Based on these observations, I’d stick with the hand-crafted method for most problems, using sparse matrices for large networks to save on memory. It would be nice if I found a way to work with ModelingToolkit for this, as it has the great advantage of being able to generate ODE functions that can run in parallel or on GPUs, which the hand-crafted functions can’t as they are. As for NetworkDynamics, it doesn’t perform great here, but this is not really the kind of systems it’s intended for.
Conclusion
Let’s summarize what we discussed in this post.
- When hand-crafting ODE functions,
@views
is your friend.

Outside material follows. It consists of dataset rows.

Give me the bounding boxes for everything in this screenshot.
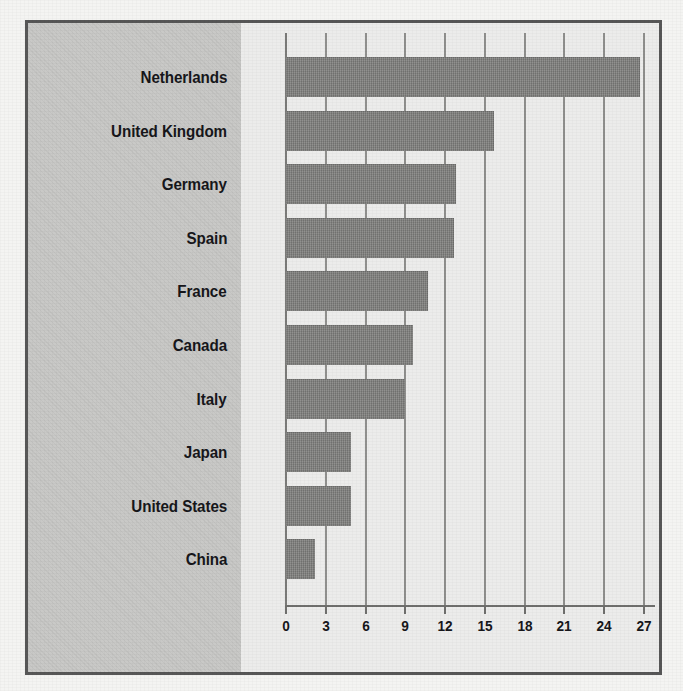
x-tick-label-3: 3 [322,618,330,634]
category-label-united-kingdom: United Kingdom [111,111,227,151]
bar-china[interactable] [286,539,315,579]
x-tick-label-0: 0 [282,618,290,634]
bar-united-states[interactable] [286,486,351,526]
gridline-18 [524,33,526,605]
chart-frame: NetherlandsUnited KingdomGermanySpainFra… [25,20,662,675]
chart-page: NetherlandsUnited KingdomGermanySpainFra… [0,0,683,691]
category-label-spain: Spain [186,218,227,258]
category-label-italy: Italy [197,379,227,419]
gridline-21 [563,33,565,605]
x-tick-label-21: 21 [557,618,572,634]
bar-japan[interactable] [286,432,351,472]
x-axis-line [285,605,655,607]
category-label-france: France [178,271,227,311]
category-label-canada: Canada [173,325,227,365]
bar-canada[interactable] [286,325,413,365]
category-label-netherlands: Netherlands [140,57,227,97]
bar-united-kingdom[interactable] [286,111,494,151]
x-tick-label-24: 24 [597,618,612,634]
gridline-24 [603,33,605,605]
bar-spain[interactable] [286,218,454,258]
plot-area: 0369121518212427 [241,23,659,672]
category-label-panel: NetherlandsUnited KingdomGermanySpainFra… [28,23,241,672]
x-tick-label-9: 9 [402,618,410,634]
bar-netherlands[interactable] [286,57,640,97]
bar-italy[interactable] [286,379,405,419]
category-label-japan: Japan [184,432,227,472]
category-label-united-states: United States [131,486,227,526]
x-tick-label-6: 6 [362,618,370,634]
bar-france[interactable] [286,271,428,311]
category-label-china: China [185,539,227,579]
x-tick-label-27: 27 [636,618,651,634]
bar-germany[interactable] [286,164,456,204]
x-tick-label-12: 12 [438,618,453,634]
x-tick-label-18: 18 [517,618,532,634]
gridline-27 [643,33,645,605]
x-tick-label-15: 15 [477,618,492,634]
category-label-germany: Germany [162,164,227,204]
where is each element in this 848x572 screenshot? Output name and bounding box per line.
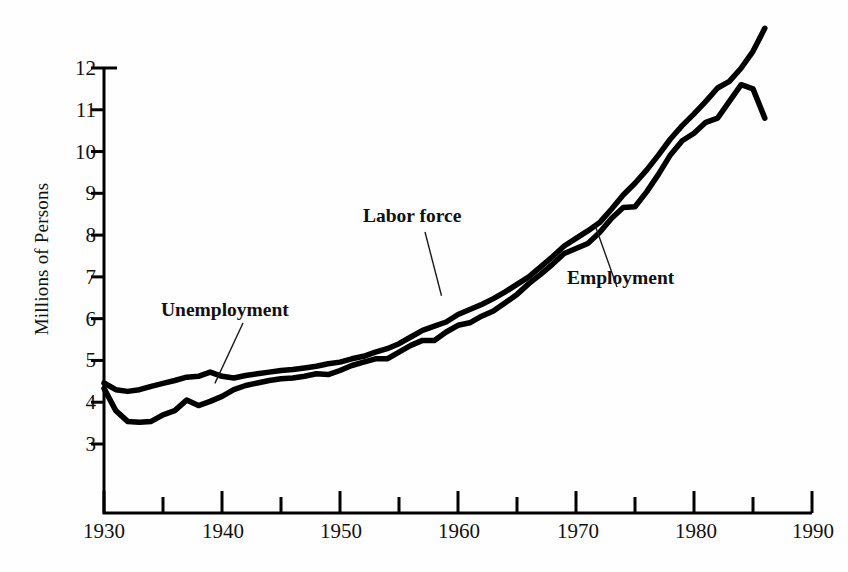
plot-area <box>0 0 848 572</box>
area-unemployment <box>104 28 765 422</box>
line-employment <box>104 85 765 423</box>
line-labor-force <box>104 28 765 391</box>
axes <box>91 68 812 513</box>
chart-figure: Millions of Persons 12 11 10 9 8 7 6 5 4… <box>0 0 848 572</box>
annotation-leader-lines <box>215 225 617 384</box>
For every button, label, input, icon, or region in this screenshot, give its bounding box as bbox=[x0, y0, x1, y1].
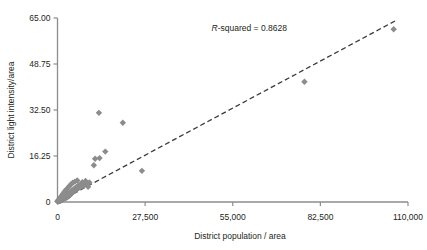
x-axis-tick-label: 0 bbox=[55, 212, 60, 222]
data-point-marker bbox=[120, 120, 126, 126]
trendline bbox=[66, 21, 395, 198]
x-axis-title: District population / area bbox=[194, 231, 286, 241]
x-axis-tick-label: 27,500 bbox=[132, 212, 158, 222]
y-axis-tick-label: 0 bbox=[46, 197, 51, 207]
x-axis-tick-label: 82,500 bbox=[307, 212, 333, 222]
x-axis-tick-label: 110,000 bbox=[393, 212, 423, 222]
scatter-chart: 016.2532.5048.7565.00 027,50055,00082,50… bbox=[0, 0, 427, 250]
r-squared-annotation: R-squared = 0.8628 bbox=[212, 23, 288, 33]
r-squared-value: -squared = 0.8628 bbox=[218, 23, 288, 33]
data-point-marker bbox=[91, 162, 97, 168]
data-point-group bbox=[54, 26, 396, 205]
y-axis-tick-label: 16.25 bbox=[29, 151, 51, 161]
y-axis-title: District light intensity/area bbox=[6, 61, 16, 158]
data-point-marker bbox=[139, 168, 145, 174]
x-axis-tick-labels: 027,50055,00082,500110,000 bbox=[55, 212, 423, 222]
chart-canvas: 016.2532.5048.7565.00 027,50055,00082,50… bbox=[0, 0, 427, 250]
y-axis-tick-labels: 016.2532.5048.7565.00 bbox=[29, 13, 51, 207]
y-axis-tick-label: 65.00 bbox=[29, 13, 51, 23]
data-point-marker bbox=[301, 78, 307, 84]
data-point-marker bbox=[96, 110, 102, 116]
data-point-marker bbox=[102, 148, 108, 154]
axis-group bbox=[54, 18, 409, 206]
data-point-marker bbox=[92, 155, 98, 161]
y-axis-tick-label: 48.75 bbox=[29, 59, 51, 69]
y-axis-tick-label: 32.50 bbox=[29, 105, 51, 115]
data-point-marker bbox=[390, 26, 396, 32]
x-axis-tick-label: 55,000 bbox=[220, 212, 246, 222]
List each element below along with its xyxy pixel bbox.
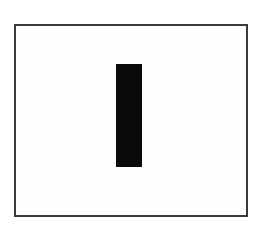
vertical-bar [116, 64, 142, 167]
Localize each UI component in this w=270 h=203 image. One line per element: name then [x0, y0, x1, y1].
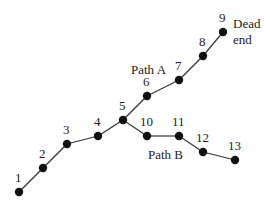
node-6	[143, 92, 151, 100]
node-3	[63, 140, 71, 148]
edge-1-2	[19, 168, 43, 192]
node-2	[39, 164, 47, 172]
nodes	[15, 28, 239, 196]
node-5	[119, 116, 127, 124]
node-label-9: 9	[219, 10, 226, 25]
dead-end-label-line1: Dead	[233, 16, 261, 31]
dead-end-label-line2: end	[233, 32, 252, 47]
node-9	[219, 28, 227, 36]
node-label-8: 8	[199, 34, 206, 49]
path-a-label: Path A	[131, 62, 167, 77]
node-label-4: 4	[94, 114, 101, 129]
edge-3-4	[67, 136, 98, 144]
node-label-2: 2	[39, 146, 46, 161]
node-label-12: 12	[196, 130, 209, 145]
node-4	[94, 132, 102, 140]
node-12	[199, 148, 207, 156]
edge-8-9	[203, 32, 223, 56]
node-label-10: 10	[140, 114, 153, 129]
node-label-13: 13	[228, 138, 241, 153]
node-label-3: 3	[63, 122, 70, 137]
node-7	[175, 76, 183, 84]
edge-2-3	[43, 144, 67, 168]
node-labels: 12345678910111213	[15, 10, 241, 185]
node-label-7: 7	[175, 58, 182, 73]
diagram-svg: 12345678910111213 Path A Path B Dead end	[0, 0, 270, 203]
node-10	[143, 132, 151, 140]
edge-7-8	[179, 56, 203, 80]
edge-4-5	[98, 120, 123, 136]
node-11	[175, 132, 183, 140]
node-label-11: 11	[172, 114, 185, 129]
path-diagram: 12345678910111213 Path A Path B Dead end	[0, 0, 270, 203]
node-label-1: 1	[15, 170, 22, 185]
node-label-5: 5	[119, 98, 126, 113]
edge-12-13	[203, 152, 235, 160]
edge-6-7	[147, 80, 179, 96]
node-8	[199, 52, 207, 60]
node-13	[231, 156, 239, 164]
path-b-label: Path B	[148, 147, 183, 162]
node-1	[15, 188, 23, 196]
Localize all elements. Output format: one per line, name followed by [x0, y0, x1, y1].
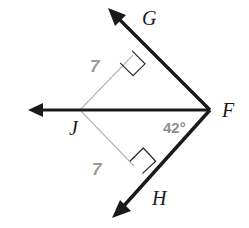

So ismul!
. It can be difficult to get rid of all the allocations in some cases, though. - ModelingToolkit is pretty good, but doesn’t seem to handle large matrices of parameters well. Maybe I’m using it wrong, so it seems worth experimenting with. When debugging,
scalarize
is your friend. Beware compilation times. - NetworkDynamics adds a bit of boilerplate, for seemingly lackluster performance. Admittedly it’s designed with heterogeneous systems like power networks in mind, but it seems like ModelingToolkit could do that job better. It should be noted that comparing it to
mul!
is a bit unfair, as the latter is heavily optimized. I suspect the adequate use of a few macros could help here.
Over all, each of the approaches covered here has its strengths and weaknesses. I will very likely come back to this with a more comprehensive set of benchmarks, comparing the effects of various options and optimizations, as well as more than just the function evaluations.
Appendix
In the making of this post, I made a number of rookie mistakes. I list the biggest ones here for the record.
I initially made the mistake of putting my parameters in arrays instead of tuples. This can dramatically affect performance. Always use tuples.
Another mistake was running the first benchmark in a Jupyter notebook. For some reason, the results are slightly different there. In particular, the hand-crafted versions outperform ModelingToolkit (on my laptop). Be careful what environment you’re running your benchmarks on.
The difference between using Sparse and Dense matmuls is obviously highly dependent on the actual graph being used. A draft of this post used Erdos-Renyi graphs for the second benchmark, in which case both matmuls were about even as the Laplacian matrix wasn’t sparse enough.
As was pointed out by one of the NetworkDynamics.jl devs, ModelingToolkit also provides Jacobians, which gives it a big advantage over the two other approaches when actually solving the ODEs, which cannot be appreciated when only looking at the ODE function evaluations.
One thing I didn’t use here, but tried and failed to get working a while ago is using Split ODEs to separate between the local nonlinear dynamics and the linear coupling dynamics. I don’t expect this to affect the ODE function performance in this case.